The easy sell is this impressive list of optimizations.

3.2 
  • Peephole optimizer improvements
  • Serializing and unserializing data using the pickle module is now several times faster.
  • The Timsort algorithm used in list.sort() and sorted() now runs faster and uses less memory when called with a key function. 
  • JSON decoding performance is improved and memory consumption is reduced whenever the same string is repeated for multiple keys. 
  • Recursive locks (created with the threading.RLock() API) now benefit from a C implementation which makes them as fast as regular locks, and between 10x and 15x faster than their previous pure Python implementation.
  • The fast-search algorithm in stringlib is now used by the split(), splitlines() and replace() methods on bytes, bytearray and str objects. Likewise, the algorithm is also used by rfind(), rindex(), rsplit() and rpartition().
  • Integer to string conversions now work two “digits” at a time, reducing the number of division and modulo operations.
  • Several other minor optimizations. 
    • Set differencing now runs faster when one operand is much larger than the other
    • The array.repeat() method has a faster implementation
    • The BaseHTTPRequestHandler has more efficient buffering
    • The operator.attrgetter() function has been sped-up
    • ConfigParser loads multi-line arguments a bit faster
3.3 
  • Some operations on Unicode strings have been optimized
  • UTF-8 is now 2x to 4x faster. UTF-16 encoding is now up to 10x faster.
3.4
  • The UTF-32 decoder is now 3x to 4x faster.

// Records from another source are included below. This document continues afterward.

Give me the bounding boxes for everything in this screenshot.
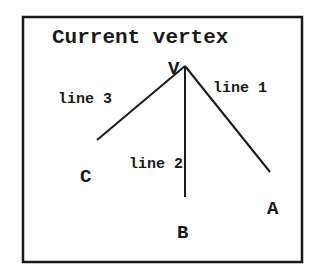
endpoint-c-label: C bbox=[80, 166, 91, 188]
line-2-label: line 2 bbox=[129, 156, 183, 173]
vertex-label: V bbox=[168, 58, 180, 80]
diagram-title: Current vertex bbox=[52, 26, 229, 49]
frame-box bbox=[23, 17, 302, 262]
endpoint-a-label: A bbox=[267, 198, 279, 220]
endpoint-b-label: B bbox=[177, 222, 188, 244]
line-1-label: line 1 bbox=[213, 80, 267, 97]
line-3-label: line 3 bbox=[58, 91, 112, 108]
diagram-canvas: Current vertex V line 1 line 2 line 3 A … bbox=[0, 0, 316, 271]
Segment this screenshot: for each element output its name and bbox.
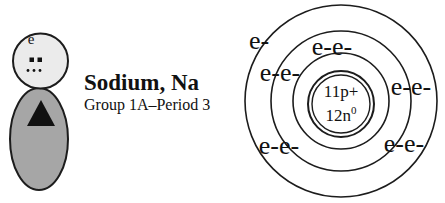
electron-dot-small (39, 69, 42, 72)
element-title: Sodium, Na (84, 70, 199, 95)
element-character-figure (10, 34, 68, 191)
diagram-shapes-layer (0, 0, 445, 203)
electron-dot (38, 58, 43, 63)
electron-label-shell2-lower-right: e-e- (384, 131, 424, 157)
electron-label-shell2-right: e-e- (391, 74, 431, 100)
electron-label-shell2-lower-left: e-e- (259, 133, 299, 159)
electron-label-shell3-single: e- (249, 28, 269, 54)
nucleus-neutrons-label: 12n0 (324, 101, 358, 125)
electron-label-shell2-upper-left: e-e- (260, 60, 300, 86)
sodium-bohr-diagram: Sodium, Na Group 1A–Period 3 e e- e-e- e… (0, 0, 445, 203)
nucleus-protons-label: 11p+ (324, 83, 358, 101)
electron-dot-small (33, 69, 36, 72)
neutron-charge-superscript: 0 (351, 104, 357, 116)
electron-label-shell1-pair: e-e- (312, 34, 352, 60)
electron-dot (30, 58, 35, 63)
figure-electron-label: e (28, 31, 35, 48)
electron-dot-small (27, 69, 30, 72)
nucleus-label: 11p+ 12n0 (324, 83, 358, 125)
element-group-period: Group 1A–Period 3 (84, 96, 210, 114)
figure-body-ellipse (10, 88, 68, 190)
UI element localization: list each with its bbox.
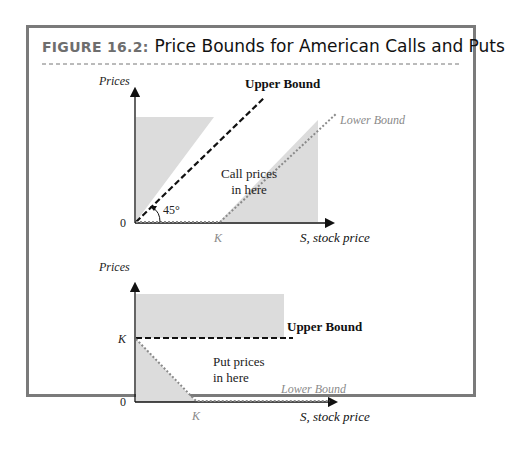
put-x-axis-label: S, stock price	[300, 409, 370, 424]
call-y-axis-label: Prices	[98, 74, 130, 88]
put-lower-bound-label: Lower Bound	[280, 382, 347, 396]
call-lower-bound-label: Lower Bound	[339, 113, 406, 127]
put-y-axis-label: Prices	[98, 260, 130, 274]
call-chart: 45° Prices Upper Bound Lower Bound Call …	[98, 74, 406, 245]
put-strike-x-label: K	[191, 409, 201, 423]
put-chart: Prices Upper Bound Lower Bound Put price…	[98, 260, 370, 424]
put-upper-bound-label: Upper Bound	[287, 319, 363, 334]
put-strike-y-label: K	[117, 332, 127, 346]
call-x-axis-label: S, stock price	[300, 230, 370, 245]
call-strike-label: K	[213, 231, 223, 245]
call-upper-bound-label: Upper Bound	[245, 76, 321, 91]
put-region-label-2: in here	[213, 370, 249, 385]
call-origin-label: 0	[120, 216, 126, 230]
put-region-label-1: Put prices	[213, 354, 265, 369]
angle-label: 45°	[163, 203, 180, 217]
put-origin-label: 0	[120, 395, 126, 409]
call-region-label-2: in here	[231, 182, 267, 197]
call-region-label-1: Call prices	[221, 166, 277, 181]
put-upper-excluded-region	[136, 294, 284, 338]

  • The cost of hash collisions for sets is now reduced. 
  • The interpreter starts about 30% faster. 
  • bz2.BZ2File is now as fast or faster than the Python2 version for most cases. lzma.LZMAFile has also been optimized.

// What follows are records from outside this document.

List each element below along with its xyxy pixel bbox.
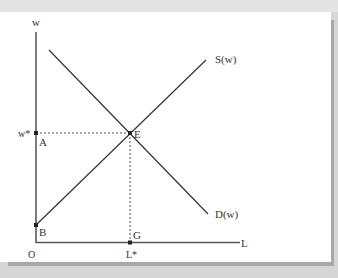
point-b-label: B [39, 226, 46, 238]
origin-label: O [28, 249, 35, 260]
point-a-label: A [39, 136, 47, 148]
point-a-marker [34, 131, 38, 135]
wage-star-label: w* [18, 128, 30, 139]
equilibrium-label: E [134, 128, 141, 140]
point-g-label: G [133, 229, 141, 241]
x-axis-label: L [241, 237, 248, 249]
y-axis-label: w [32, 16, 40, 28]
point-e-marker [128, 131, 132, 135]
point-g-marker [128, 241, 132, 245]
labor-star-label: L* [126, 249, 137, 260]
demand-label: D(w) [215, 208, 239, 221]
supply-curve [36, 60, 206, 225]
point-b-marker [34, 223, 38, 227]
supply-label: S(w) [215, 53, 237, 66]
labor-market-diagram: w L O S(w) D(w) E A B G w* L* [0, 0, 338, 278]
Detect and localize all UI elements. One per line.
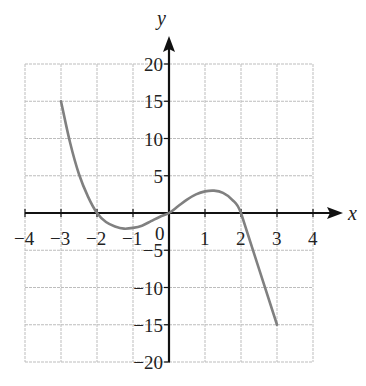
- y-tick-label: 10: [144, 129, 163, 150]
- x-tick-label: −2: [86, 228, 106, 249]
- chart: xy −4−3−2−11234−20−15−10−551015200: [0, 0, 366, 386]
- x-tick-label: −3: [50, 228, 70, 249]
- y-axis-label: y: [155, 7, 166, 30]
- x-tick-label: −1: [122, 228, 142, 249]
- y-tick-label: −15: [133, 315, 163, 336]
- x-tick-label: 3: [272, 228, 282, 249]
- x-axis-label: x: [347, 202, 357, 224]
- axes: xy: [25, 7, 357, 362]
- y-tick-label: −20: [133, 352, 163, 373]
- y-tick-label: −10: [133, 278, 163, 299]
- x-tick-label: 2: [236, 228, 246, 249]
- x-tick-label: 4: [308, 228, 318, 249]
- y-tick-label: 15: [144, 91, 163, 112]
- y-tick-label: 20: [144, 54, 163, 75]
- y-tick-label: 5: [154, 166, 164, 187]
- x-tick-label: −4: [14, 228, 35, 249]
- x-tick-label: 1: [200, 228, 210, 249]
- origin-label: 0: [155, 223, 165, 244]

  • random.getrandbits() is 20%-40% faster for small integers.
  • By taking advantage of the new storage format for strings, pickling of strings is now significantly faster.
  • A performance issue in io.FileIO.readall() has been solved. 

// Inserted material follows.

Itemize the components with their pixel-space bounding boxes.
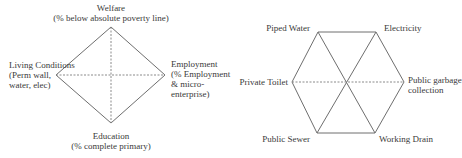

  • html.escape() is now 10x faster.
3.5
  • The os.walk() function has been sped up by 3 to 5 times on POSIX systems, and by 7 to 20 times on Windows. 
  • Construction of bytes(int) (filled by zero bytes) is faster and uses less memory for large objects.
  • Some operations on ipaddress IPv4Network and IPv6Network have been massively sped up,
  • Pickling of ipaddress objects was optimized to produce significantly smaller output. 
  • Many operations on io.BytesIO are now 50% to 100% faster.
  • The marshal.dumps() function is now faster: 65-85% with versions 3 and 4, 20-25% with versions 0 to 2 on typical data, and up to 5 times in best cases. 
  • The UTF-32 encoder is now 3 to 7 times faster. 
  • Regular expressions are now parsed up to 10% faster.
  • The json.dumps() function was optimized.
  • The PyObject_IsInstance() and PyObject_IsSubclass() functions have been sped up.
  • Method caching was slightly improved, yielding up to 5% performance improvement in some benchmarks. 
  • Objects from random module now use two times less memory on 64-bit builds. 
  • The property() getter calls are up to 25% faster.
  • Instantiation of fractions.Fraction is now up to 30% faster.
  • String methods find(), rfind(), split(), partition() and in string operator are now significantly faster for searching 1-character substrings.
I think this list can help move an organization away from Python 2 and toward Python 3. This list and a lot of lobbying from folks who know what the improvements are.

Library

Here's the library upgrade list, FWIW.
The details of the improvements can be overwhelming.

The dozen new modules, however, might help overcome organizational inertia to make progress on ditching Python2. I've been making heavy use of statistics. I need to make better use of pathlib in future projects.